Daily Rambam · Startup Mensch · On-Ramp
Mishneh Torah, Blessings 6
Hook
In the high-velocity world of startups, "moving fast and breaking things" is often celebrated as a virtue. We prioritize frictionless operations, radical efficiency, and the rapid elimination of anything that slows down the deployment cycle. Yet, founders frequently encounter a paradox: the more we strip away "process" to gain speed, the more prone we are to catastrophic, avoidable errors. We cut corners on legal compliance, skip rigorous documentation, or bypass internal quality controls in the name of agility.

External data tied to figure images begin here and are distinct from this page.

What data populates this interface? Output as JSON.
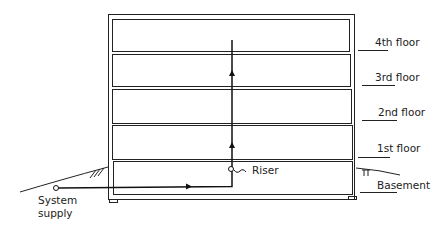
{
  "diagram": {
    "floors": [
      {
        "label": "4th floor"
      },
      {
        "label": "3rd floor"
      },
      {
        "label": "2nd floor"
      },
      {
        "label": "1st floor"
      },
      {
        "label": "Basement"
      }
    ],
    "riser_label": "Riser",
    "supply_label_1": "System",
    "supply_label_2": "supply",
    "colors": {
      "line": "#222222",
      "background": "#ffffff"
    }
  }
}
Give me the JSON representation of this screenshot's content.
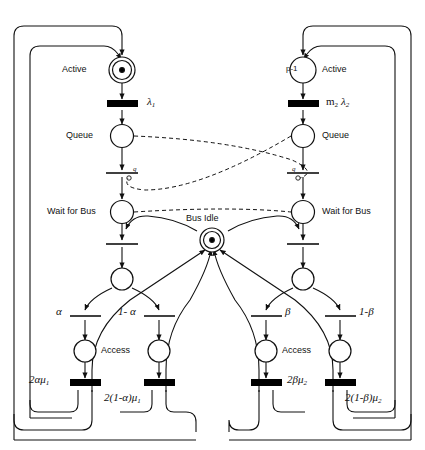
{
  "diagram": {
    "type": "petri-net",
    "stroke_color": "#111111",
    "fill_color": "#000000",
    "background": "#ffffff"
  },
  "places": {
    "left_active": {
      "label": "Active",
      "marking": "1 token",
      "double": true
    },
    "left_queue": {
      "label": "Queue",
      "marking": "",
      "double": false
    },
    "left_wait": {
      "label": "Wait for Bus",
      "marking": "",
      "double": false
    },
    "left_mid": {
      "label": "",
      "marking": "",
      "double": false
    },
    "left_access_a": {
      "label": "Access",
      "marking": "",
      "double": false
    },
    "left_access_b": {
      "label": "",
      "marking": "",
      "double": false
    },
    "bus_idle": {
      "label": "Bus Idle",
      "marking": "1 token",
      "double": true
    },
    "right_active": {
      "label": "Active",
      "marking": "p -1",
      "double": false
    },
    "right_queue": {
      "label": "Queue",
      "marking": "",
      "double": false
    },
    "right_wait": {
      "label": "Wait for Bus",
      "marking": "",
      "double": false
    },
    "right_mid": {
      "label": "",
      "marking": "",
      "double": false
    },
    "right_access_a": {
      "label": "Access",
      "marking": "",
      "double": false
    },
    "right_access_b": {
      "label": "",
      "marking": "",
      "double": false
    }
  },
  "transitions": {
    "left_lambda": {
      "label": "λ",
      "sub": "1",
      "kind": "timed"
    },
    "left_q": {
      "label": "q",
      "kind": "immediate"
    },
    "left_bus_grab": {
      "label": "",
      "kind": "immediate"
    },
    "left_alpha": {
      "label": "α",
      "kind": "immediate"
    },
    "left_one_minus_alpha": {
      "label": "1- α",
      "kind": "immediate"
    },
    "left_rate_a": {
      "label": "2αμ",
      "sub": "1",
      "kind": "timed"
    },
    "left_rate_b": {
      "label": "2(1-α)μ",
      "sub": "1",
      "kind": "timed"
    },
    "right_lambda": {
      "label": "m",
      "sub": "2",
      "label2": "λ",
      "sub2": "2",
      "kind": "timed"
    },
    "right_q": {
      "label": "q",
      "kind": "immediate"
    },
    "right_bus_grab": {
      "label": "",
      "kind": "immediate"
    },
    "right_beta": {
      "label": "β",
      "kind": "immediate"
    },
    "right_one_minus_beta": {
      "label": "1-β",
      "kind": "immediate"
    },
    "right_rate_a": {
      "label": "2βμ",
      "sub": "2",
      "kind": "timed"
    },
    "right_rate_b": {
      "label": "2(1-β)μ",
      "sub": "2",
      "kind": "timed"
    }
  },
  "labels": {
    "active_left": "Active",
    "queue_left": "Queue",
    "wait_left": "Wait for Bus",
    "access_left": "Access",
    "active_right": "Active",
    "queue_right": "Queue",
    "wait_right": "Wait for Bus",
    "access_right": "Access",
    "bus_idle": "Bus Idle",
    "p_minus_1_bold": "p",
    "p_minus_1_rest": "-1",
    "lambda1_main": "λ",
    "lambda1_sub": "1",
    "m2_main": "m",
    "m2_sub": "2",
    "lambda2_main": "λ",
    "lambda2_sub": "2",
    "alpha": "α",
    "one_minus_alpha": "1- α",
    "beta": "β",
    "one_minus_beta": "1-β",
    "rate_2alpha_mu": "2αμ",
    "rate_2alpha_mu_sub": "1",
    "rate_2_1malpha_mu": "2(1-α)μ",
    "rate_2_1malpha_mu_sub": "1",
    "rate_2beta_mu": "2βμ",
    "rate_2beta_mu_sub": "2",
    "rate_2_1mbeta_mu": "2(1-β)μ",
    "rate_2_1mbeta_mu_sub": "2",
    "q_left": "q",
    "q_right": "q"
  },
  "arcs": {
    "inhibitor_style": "dashed",
    "normal_style": "solid"
  }
}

The Mishneh Torah (Blessings 6) offers a striking, counter-intuitive insight for the modern builder. It mandates ritual hand washing before eating bread—not because the hands are visibly dirty, but because the ritual itself is a "protective measure" (Mishneh Torah, Blessings 6:10). In the startup context, this is the ultimate "founder dilemma": How do we maintain high-velocity execution while implementing the necessary friction—the "ritual"—that protects the organization from the unseen dangers of scale? Just as the Sages instituted washing to ensure that even unconsecrated daily bread was treated with the same intentionality as sacred food, a founder must decide which business processes are not mere red tape, but essential "sanctification rituals" that prevent the erosion of culture, trust, and long-term viability. If you treat your internal operations as disposable, you aren't just losing time—you are losing the ability to distinguish between a healthy organization and a chaotic one.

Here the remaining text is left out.